The Law of Unintended Consequences is always producing, well, unintended results. And it seems that the principal consequence of Operation Forbidden Fruit, the investigation into USDA-inspector corruption in Hunts Point, is dramatic consolidation on the market. Ten years ago, a very large operation on Hunts point might have done around $50 million a year in business. This year, the biggest company will probably exceed a quarter of a billion dollars in sales – and produce prices have not increased.
This is not surprising; the fundamental trend of consolidation has been ongoing for decades. Individual wholesalers that once handled just a specific line – potatoes & onions, Western vegetables or deciduous fruits, for example – have expanded, taking on more units and handling more items.
But events have a way of speeding or slowing down such a process. Forbidden Fruit drove some guys out and made others think it is wiser to find other rows to hoe.
Nobody can defend bribery, and to outsiders looking in, it may seem crystal clear who is right and who is wrong. But I’ve read the court transcripts and spoken to most of the players, and I’ve come to see that the line between bribery and extortion can be a blurry one indeed. If there had been one inspector taking payoffs, then those who paid him off were looking for an edge. But when half the inspection service, including the head of the office, is involved, then wholesalers on the market are operating in a culture that makes it difficult to do the right thing.
It is easy for us armchair quarterbacks to say that every one of the wholesalers should have done the right thing and always refused to get involved in an untoward activity. But it wasn’t our businesses on the line. It wasn’t the education of our children at risk.
Although some shippers and grower-representatives have tried to get all they can, hoping for damages and what not, the most interesting part of the whole scandal is how many shippers have stuck with the same wholesalers, even after all came to light.
Of course, this is all ancient history now. The inspection service in New York is squeaky clean – and the Law of Unintended Consequences is kicking in again. In the aftermath of the scandal, the survivors are growing by leaps and bounds every day.
The comeuppance, of course, is that shippers will have fewer options with whom to deal with. So receivers will be in a stronger negotiating position. They’ll use this to negotiate on price, on quantity, and on market protection. They will use this power to ensure that produce is sold at the only price that makes sense – what economists call the market-clearing price – the price at which supply equals demand.

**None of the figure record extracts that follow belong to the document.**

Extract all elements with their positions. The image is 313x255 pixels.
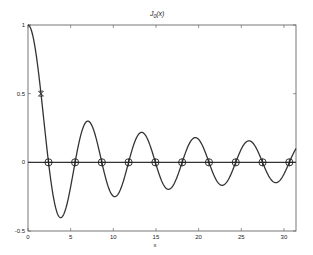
zero-marker xyxy=(152,159,159,166)
zero-marker xyxy=(71,159,78,166)
y-tick-label: 0 xyxy=(22,159,26,165)
zero-marker xyxy=(286,159,293,166)
zero-marker xyxy=(125,159,132,166)
plot-area xyxy=(28,25,296,218)
y-tick-label: -0.5 xyxy=(15,228,26,234)
zero-marker xyxy=(205,159,212,166)
x-tick-label: 25 xyxy=(238,234,245,240)
x-tick-label: 10 xyxy=(110,234,117,240)
axis-ticks: 051015202530-0.500.51 xyxy=(15,22,296,240)
bessel-curve xyxy=(28,25,296,218)
x-tick-label: 5 xyxy=(69,234,73,240)
zero-marker xyxy=(98,159,105,166)
zero-marker xyxy=(179,159,186,166)
y-tick-label: 0.5 xyxy=(17,91,26,97)
x-axis-label: x xyxy=(154,242,157,248)
zero-marker xyxy=(45,159,52,166)
x-tick-label: 30 xyxy=(281,234,288,240)
chart-title: J0(x) xyxy=(149,10,164,19)
zero-marker xyxy=(259,159,266,166)
y-tick-label: 1 xyxy=(22,22,26,28)
x-tick-label: 20 xyxy=(195,234,202,240)
bessel-chart: 051015202530-0.500.51 J0(x) x xyxy=(0,0,313,255)
x-tick-label: 0 xyxy=(26,234,30,240)
x-tick-label: 15 xyxy=(153,234,160,240)
zero-marker xyxy=(232,159,239,166)
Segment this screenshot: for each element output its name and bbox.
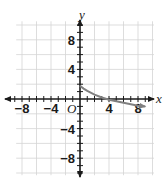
origin-label: O (67, 101, 77, 116)
y-tick-label: −8 (60, 151, 75, 166)
axes (5, 20, 154, 177)
coordinate-plane: −8−44884−4−8 x y O (0, 0, 165, 180)
y-tick-label: 4 (68, 62, 76, 77)
x-tick-label: 8 (134, 101, 141, 116)
x-axis-label: x (155, 91, 162, 106)
x-tick-label: −4 (44, 101, 60, 116)
x-tick-label: −8 (15, 101, 30, 116)
y-tick-label: −4 (60, 122, 76, 137)
y-tick-label: 8 (68, 33, 75, 48)
x-tick-label: 4 (105, 101, 113, 116)
y-axis-label: y (77, 7, 85, 22)
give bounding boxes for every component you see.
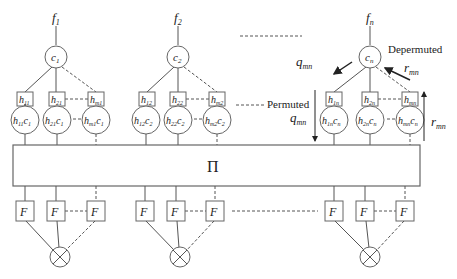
product-node-icon bbox=[50, 247, 70, 267]
svg-text:rmn: rmn bbox=[431, 114, 446, 131]
variable-group-n: fn cn h1n h2n hmn h1ncn h2ncn hmncn bbox=[320, 10, 424, 145]
function-nodes: F F F F F F bbox=[16, 186, 414, 267]
svg-text:Permuted: Permuted bbox=[267, 98, 310, 110]
svg-text:F: F bbox=[139, 205, 148, 219]
svg-text:qmn: qmn bbox=[290, 110, 306, 127]
svg-text:F: F bbox=[170, 205, 179, 219]
svg-text:F: F bbox=[328, 205, 337, 219]
factor-graph-diagram: f1 c1 h11 h21 hm1 h11c1 h21c1 hm1c1 f2 c… bbox=[0, 0, 457, 279]
svg-text:F: F bbox=[50, 205, 59, 219]
f1-label: f1 bbox=[52, 10, 60, 27]
interleaver-label: Π bbox=[207, 158, 219, 175]
svg-text:F: F bbox=[19, 205, 28, 219]
svg-text:F: F bbox=[209, 205, 218, 219]
product-node-icon bbox=[360, 247, 380, 267]
svg-text:F: F bbox=[399, 205, 408, 219]
variable-group-1: f1 c1 h11 h21 hm1 h11c1 h21c1 hm1c1 bbox=[11, 10, 110, 145]
svg-text:fn: fn bbox=[366, 10, 374, 27]
svg-text:Depermuted: Depermuted bbox=[388, 43, 443, 55]
svg-text:rmn: rmn bbox=[404, 60, 419, 77]
variable-group-2: f2 c2 h12 h22 hm2 h12c2 h22c2 hm2c2 bbox=[132, 10, 231, 145]
svg-text:F: F bbox=[90, 205, 99, 219]
svg-text:qmn: qmn bbox=[296, 54, 312, 71]
product-node-icon bbox=[170, 247, 190, 267]
svg-text:f2: f2 bbox=[174, 10, 182, 27]
svg-text:F: F bbox=[359, 205, 368, 219]
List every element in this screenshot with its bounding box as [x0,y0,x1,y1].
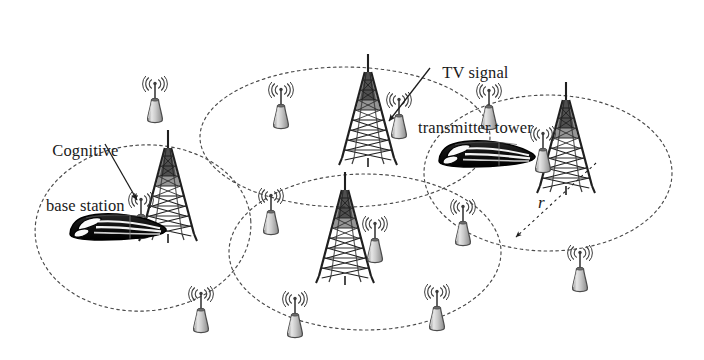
tv-label-line-2: transmitter tower [418,119,533,137]
railway-cognitive-radio-figure: Cognitive base station TV signal transmi… [0,0,704,360]
cognitive-base-station-10 [189,286,214,333]
cognitive-base-station-1 [143,76,168,123]
cognitive-base-station-4 [259,188,284,235]
tv-transmitter-tower-top [339,54,397,167]
cognitive-base-station-8 [531,126,556,173]
cognitive-base-station-5 [387,92,412,139]
cognitive-base-station-12 [425,284,450,331]
radius-symbol-label: r [538,193,545,212]
cognitive-label-line-2: base station [46,197,125,215]
cognitive-base-station-label: Cognitive base station [46,105,125,253]
cognitive-base-station-7 [451,199,476,246]
tv-transmitter-tower-bottom [316,172,374,285]
tv-transmitter-tower-label: TV signal transmitter tower [418,27,533,175]
cognitive-label-line-1: Cognitive [46,142,125,160]
tv-label-line-1: TV signal [418,64,533,82]
cognitive-base-station-11 [283,291,308,338]
cognitive-base-station-2 [269,82,294,129]
cognitive-base-station-13 [568,245,593,292]
tv-transmitter-tower-right [537,82,595,195]
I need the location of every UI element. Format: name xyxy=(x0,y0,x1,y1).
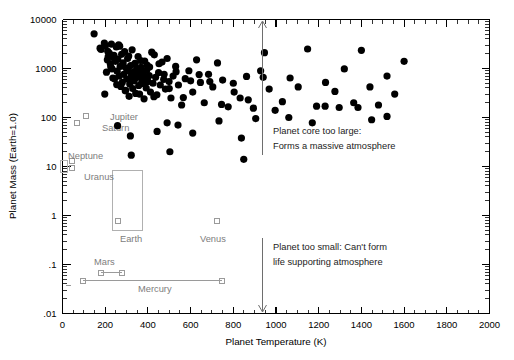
data-point xyxy=(107,63,114,70)
data-point xyxy=(140,95,147,102)
data-point xyxy=(189,130,196,137)
data-point xyxy=(201,99,208,106)
data-point xyxy=(161,71,168,78)
data-point xyxy=(313,103,320,110)
data-point xyxy=(185,67,192,74)
data-point xyxy=(237,94,244,101)
data-point xyxy=(245,96,252,103)
data-point xyxy=(383,72,390,79)
x-axis-title: Planet Temperature (K) xyxy=(225,336,326,347)
data-point xyxy=(272,107,279,114)
data-point xyxy=(368,116,375,123)
data-point xyxy=(137,57,144,64)
label-uranus: Uranus xyxy=(84,172,114,182)
x-tick-label: 1600 xyxy=(394,319,415,330)
chart-svg: 0200400600800100012001400160018002000.01… xyxy=(0,0,514,360)
data-point xyxy=(250,105,257,112)
data-point xyxy=(286,74,293,81)
x-tick-label: 1400 xyxy=(351,319,372,330)
label-jupiter: Jupiter xyxy=(110,112,138,122)
y-axis-title: Planet Mass (Earth=1.0) xyxy=(7,113,18,219)
data-point xyxy=(172,68,179,75)
label-neptune: Neptune xyxy=(68,151,103,161)
data-point xyxy=(243,73,250,80)
data-point xyxy=(261,49,268,56)
data-point xyxy=(104,48,111,55)
data-point xyxy=(151,51,158,58)
data-point xyxy=(366,83,373,90)
x-tick-label: 400 xyxy=(140,319,156,330)
data-point xyxy=(218,101,225,108)
x-tick-label: 1800 xyxy=(436,319,457,330)
data-point xyxy=(128,152,135,159)
data-point xyxy=(225,103,232,110)
data-point xyxy=(230,80,237,87)
data-point xyxy=(125,52,132,59)
data-point xyxy=(341,65,348,72)
annotation-core-line-2: Forms a massive atmosphere xyxy=(273,141,395,151)
data-point xyxy=(146,63,153,70)
data-point xyxy=(260,74,267,81)
data-point xyxy=(205,71,212,78)
data-point xyxy=(127,132,134,139)
data-point xyxy=(150,93,157,100)
data-point xyxy=(119,62,126,69)
data-point xyxy=(266,85,273,92)
data-point xyxy=(153,128,160,135)
data-point xyxy=(174,121,181,128)
data-point xyxy=(116,43,123,50)
data-point xyxy=(358,47,365,54)
data-point xyxy=(155,60,162,67)
data-point xyxy=(164,119,171,126)
label-earth: Earth xyxy=(120,234,142,244)
data-point xyxy=(113,81,120,88)
annotation-core-line-1: Planet core too large: xyxy=(273,126,361,136)
data-point xyxy=(180,94,187,101)
label-mercury: Mercury xyxy=(138,284,172,294)
exoplanet-mass-temperature-chart: 0200400600800100012001400160018002000.01… xyxy=(0,0,514,360)
y-tick-label: 1 xyxy=(51,210,56,221)
data-point xyxy=(196,71,203,78)
data-point xyxy=(238,134,245,141)
data-point xyxy=(134,71,141,78)
x-tick-label: 2000 xyxy=(479,319,500,330)
data-point xyxy=(375,101,382,108)
data-point xyxy=(304,45,311,52)
x-tick-label: 0 xyxy=(60,319,65,330)
data-point xyxy=(91,30,98,37)
y-tick-label: 1000 xyxy=(35,63,56,74)
data-point xyxy=(231,88,238,95)
y-tick-label: 100 xyxy=(41,112,57,123)
data-point xyxy=(197,79,204,86)
data-point xyxy=(122,87,129,94)
annotation-small-line-2: life supporting atmosphere xyxy=(273,257,383,267)
data-point xyxy=(383,113,390,120)
annotation-small-line-1: Planet too small: Can't form xyxy=(273,242,387,252)
data-point xyxy=(285,114,292,121)
data-point xyxy=(354,104,361,111)
data-point xyxy=(129,46,136,53)
chart-background xyxy=(0,0,514,360)
data-point xyxy=(214,59,221,66)
data-point xyxy=(110,54,117,61)
x-tick-label: 800 xyxy=(225,319,241,330)
data-point xyxy=(240,156,247,163)
y-tick-label: .01 xyxy=(43,308,56,319)
data-point xyxy=(322,103,329,110)
data-point xyxy=(114,122,121,129)
data-point xyxy=(187,77,194,84)
data-point xyxy=(167,94,174,101)
data-point xyxy=(189,88,196,95)
data-point xyxy=(252,115,259,122)
data-point xyxy=(391,91,398,98)
data-point xyxy=(322,79,329,86)
data-point xyxy=(101,91,108,98)
x-tick-label: 1200 xyxy=(308,319,329,330)
data-point xyxy=(193,56,200,63)
data-point xyxy=(219,76,226,83)
y-tick-label: .1 xyxy=(49,259,57,270)
data-point xyxy=(166,85,173,92)
data-point xyxy=(336,104,343,111)
label-mars: Mars xyxy=(94,257,115,267)
data-point xyxy=(279,98,286,105)
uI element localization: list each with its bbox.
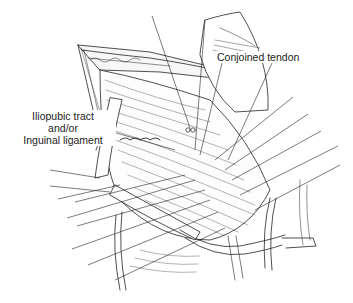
anatomy-illustration: Conjoined tendon Iliopubic tract and/or …	[0, 0, 353, 303]
label-conjoined-tendon: Conjoined tendon	[216, 51, 300, 63]
illustration-drawing	[0, 0, 353, 303]
label-iliopubic-line1: Iliopubic tract	[10, 110, 116, 122]
label-iliopubic-line2: and/or	[10, 122, 116, 134]
label-iliopubic-tract: Iliopubic tract and/or Inguinal ligament	[10, 110, 116, 146]
label-iliopubic-line3: Inguinal ligament	[10, 134, 116, 146]
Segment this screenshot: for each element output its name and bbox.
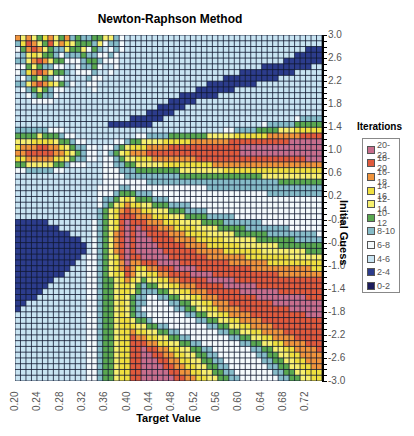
y-minor-tick (322, 185, 327, 186)
legend-swatch (367, 159, 375, 167)
x-tick-label: 0.72 (300, 392, 310, 411)
x-tick-label: 0.64 (256, 392, 266, 411)
y-minor-tick (322, 335, 327, 336)
legend-swatch (367, 255, 375, 263)
x-tick-label: 0.24 (32, 392, 42, 411)
y-tick-label: -1.4 (328, 284, 345, 294)
y-minor-tick (322, 35, 327, 36)
y-minor-tick (322, 283, 327, 284)
y-minor-tick (322, 52, 327, 53)
y-minor-tick (322, 93, 327, 94)
x-axis-title: Target Value (15, 412, 322, 424)
x-tick-label: 0.32 (77, 392, 87, 411)
legend-item: 2-4 (363, 265, 399, 279)
x-tick-label: 0.44 (144, 392, 154, 411)
y-minor-tick (322, 58, 327, 59)
y-tick-label: 0.6 (328, 168, 342, 178)
x-tick-label: 0.52 (189, 392, 199, 411)
y-minor-tick (322, 329, 327, 330)
legend-item: 6-8 (363, 238, 399, 252)
y-minor-tick (322, 266, 327, 267)
y-minor-tick (322, 110, 327, 111)
legend-item: 4-6 (363, 252, 399, 266)
x-tick-label: 0.68 (278, 392, 288, 411)
legend-label: 6-8 (377, 240, 390, 250)
y-tick-label: -2.6 (328, 353, 345, 363)
y-minor-tick (322, 369, 327, 370)
heatmap-plot-area (15, 35, 322, 381)
y-minor-tick (322, 208, 327, 209)
y-tick-label: 2.2 (328, 76, 342, 86)
heatmap-grid (15, 35, 322, 381)
legend-swatch (367, 146, 375, 154)
y-tick-label: 1.8 (328, 99, 342, 109)
y-minor-tick (322, 225, 327, 226)
y-minor-tick (322, 133, 327, 134)
y-minor-tick (322, 196, 327, 197)
y-minor-tick (322, 271, 327, 272)
y-minor-tick (322, 323, 327, 324)
y-minor-tick (322, 98, 327, 99)
y-minor-tick (322, 47, 327, 48)
y-minor-tick (322, 41, 327, 42)
y-tick-label: 2.6 (328, 53, 342, 63)
x-tick-label: 0.20 (10, 392, 20, 411)
chart-title: Newton-Raphson Method (0, 12, 340, 26)
y-tick-label: 1.4 (328, 122, 342, 132)
legend-label: 10-12 (377, 208, 399, 228)
x-tick-label: 0.48 (166, 392, 176, 411)
y-minor-tick (322, 300, 327, 301)
legend-label: 0-2 (377, 281, 390, 291)
legend-swatch (367, 268, 375, 276)
y-tick-label: -1.8 (328, 307, 345, 317)
legend: 20-2218-2016-1814-1612-1410-128-106-84-6… (362, 138, 400, 293)
y-minor-tick (322, 318, 327, 319)
y-minor-tick (322, 122, 327, 123)
y-minor-tick (322, 220, 327, 221)
y-tick-label: -3.0 (328, 376, 345, 386)
y-minor-tick (322, 173, 327, 174)
x-tick-label: 0.40 (122, 392, 132, 411)
x-tick-label: 0.60 (233, 392, 243, 411)
y-minor-tick (322, 214, 327, 215)
y-minor-tick (322, 64, 327, 65)
y-minor-tick (322, 75, 327, 76)
y-minor-tick (322, 116, 327, 117)
y-minor-tick (322, 306, 327, 307)
legend-item: 0-2 (363, 279, 399, 293)
y-minor-tick (322, 145, 327, 146)
legend-swatch (367, 227, 375, 235)
y-minor-tick (322, 231, 327, 232)
legend-swatch (367, 187, 375, 195)
legend-item: 10-12 (363, 211, 399, 225)
legend-swatch (367, 241, 375, 249)
legend-item: 8-10 (363, 225, 399, 239)
y-minor-tick (322, 375, 327, 376)
y-minor-tick (322, 364, 327, 365)
y-minor-tick (322, 341, 327, 342)
legend-title: Iterations (357, 121, 402, 132)
y-minor-tick (322, 162, 327, 163)
x-tick-label: 0.28 (55, 392, 65, 411)
y-minor-tick (322, 277, 327, 278)
y-minor-tick (322, 260, 327, 261)
x-tick-label: 0.56 (211, 392, 221, 411)
y-minor-tick (322, 312, 327, 313)
legend-swatch (367, 282, 375, 290)
y-minor-tick (322, 248, 327, 249)
y-minor-tick (322, 295, 327, 296)
legend-swatch (367, 200, 375, 208)
y-minor-tick (322, 243, 327, 244)
y-tick-label: 3.0 (328, 30, 342, 40)
y-minor-tick (322, 81, 327, 82)
y-minor-tick (322, 191, 327, 192)
y-minor-tick (322, 352, 327, 353)
legend-swatch (367, 214, 375, 222)
y-minor-tick (322, 254, 327, 255)
y-axis-title: Initial Guess (338, 200, 350, 265)
y-minor-tick (322, 87, 327, 88)
y-minor-tick (322, 104, 327, 105)
y-tick-label: -2.2 (328, 330, 345, 340)
legend-label: 2-4 (377, 267, 390, 277)
y-minor-tick (322, 179, 327, 180)
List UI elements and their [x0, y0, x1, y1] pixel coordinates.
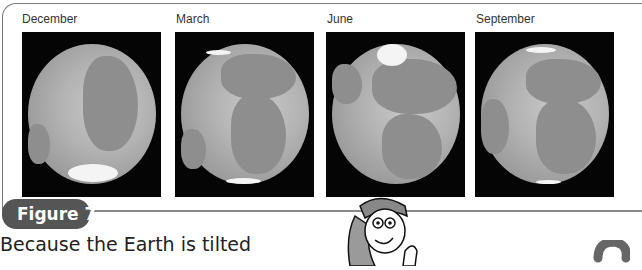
cartoon-girl-icon	[335, 196, 425, 266]
globe-december-image	[22, 32, 161, 197]
body-paragraph: Because the Earth is tilted	[0, 233, 251, 255]
globe-september	[481, 44, 609, 184]
antarctica-ice	[68, 164, 118, 182]
south-america-landmass	[181, 129, 206, 169]
panel-label-march: March	[176, 12, 209, 26]
europe-landmass	[526, 59, 601, 104]
arctic-ice	[206, 50, 231, 55]
north-america-landmass	[332, 64, 362, 104]
africa-landmass	[83, 56, 138, 151]
globe-march	[181, 44, 309, 184]
africa-landmass	[231, 94, 286, 174]
panel-label-september: September	[476, 12, 535, 26]
question-mark-icon	[590, 240, 630, 270]
globe-september-image	[475, 32, 614, 197]
africa-landmass	[382, 114, 442, 179]
south-america-landmass	[28, 124, 50, 164]
globe-march-image	[175, 32, 314, 197]
globe-june	[332, 44, 460, 184]
europe-asia-landmass	[372, 59, 457, 114]
globe-june-image	[326, 32, 465, 197]
figure-label: Figure 7	[17, 204, 96, 224]
greenland-ice	[377, 44, 407, 66]
africa-landmass	[536, 99, 596, 174]
figure-divider	[2, 210, 642, 212]
panel-label-june: June	[327, 12, 353, 26]
antarctica-ice	[536, 180, 561, 184]
antarctica-ice	[226, 178, 261, 184]
europe-landmass	[221, 54, 296, 99]
arctic-ice	[526, 47, 556, 53]
globe-december	[28, 44, 156, 184]
south-america-landmass	[481, 99, 509, 154]
panel-label-december: December	[22, 12, 77, 26]
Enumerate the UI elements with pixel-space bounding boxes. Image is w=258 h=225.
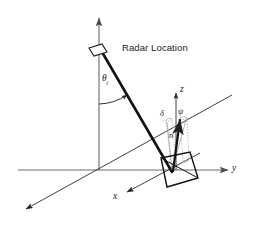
- delta-angle-label: δ: [160, 109, 164, 118]
- ground-axis-diagonal: [26, 95, 232, 209]
- radar-location-label: Radar Location: [122, 43, 188, 53]
- normal-vector-label: n: [169, 131, 173, 140]
- axis-y-label: y: [232, 164, 236, 174]
- radar-geometry-figure: Radar Location θi z y x δ ψ n: [0, 0, 258, 225]
- incidence-angle-label: θi: [102, 74, 108, 85]
- axis-x-label: x: [113, 192, 117, 202]
- axis-z-label: z: [180, 85, 184, 95]
- incidence-angle-arc: [99, 95, 127, 104]
- psi-angle-label: ψ: [178, 107, 183, 116]
- diagram-canvas: [0, 0, 258, 225]
- theta-subscript: i: [106, 80, 108, 86]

Smart leadership at wholesale markets is starting to think outside the box. For decades now, wholesalers have bemoaned the fact that chain stores have abandoned the markets – using them only for fill-ins or exotics. But as the major chains have consolidated, they have left behind groups of stores serving ethnic neighborhoods and other independents. Some of these customers are substantial, and on a market like Hunts Point, a single customer can buy 100 trailers a week.
In the past, markets have lost these customers, as they would reach a certain size, set up a warehouse and start buying direct. But, today, the technology combines with a search for economy, and this has led to a rise in cross-docking throughout the grocery industry.
In dry goods, cross-docking facilities are already common, with massive trailers of Tide, Pampers and Campbell’s Soup lined up on one side of a dock and an army of delivery trucks lined up on the other. It takes a logistical genius to make sure everything arrives at the same time and that everything is transferred properly and delivered to stores on time. But done properly, the savings are immense; there is no need to build expensive warehouses, nor to spend money moving product into racks and then out again. Inventory costs drop substantially.
Perishables are difficult to cross-dock in this way. The logistics are difficult, and the consequences are a disaster for perishables if they miss the transfer. But a cross-dock facility in a major wholesale market changes everything. Retailers can use the market as their warehouse, thus saving enormous capital investment. The wholesalers can serve big customers more cheaply since they can avoid hundreds of individual deliveries to different trucks.
Sure there will be questions. Who gets to use the cross-dock? What does it cost and who pays? What about products from outside the market?
This has never been done before, and so questions are natural. But I hope wholesalers in New York and elsewhere won’t shrink from the challenge. Cross-docking is a way markets can transform themselves to be 21st-century businesses.
The concept of cross-docking requires a big change in mind-sets; the prospect of working together to build a market that has new functionality could be disturbing to some. But today’s megaliths are able to support sharp management and elevate people so they have a chance to think beyond the day-to-day trading of produce.
Won’t it be strange if when history is written the dark days of Operation Forbidden Fruit are seen as a precursor to an age of consolidation in which larger, more professionally managed wholesalers rose to a new level of sophistication and turned a wholesale market in the Bronx into a formidable competitor to chain retailers’ own warehouses and an example to wholesale markets throughout the world?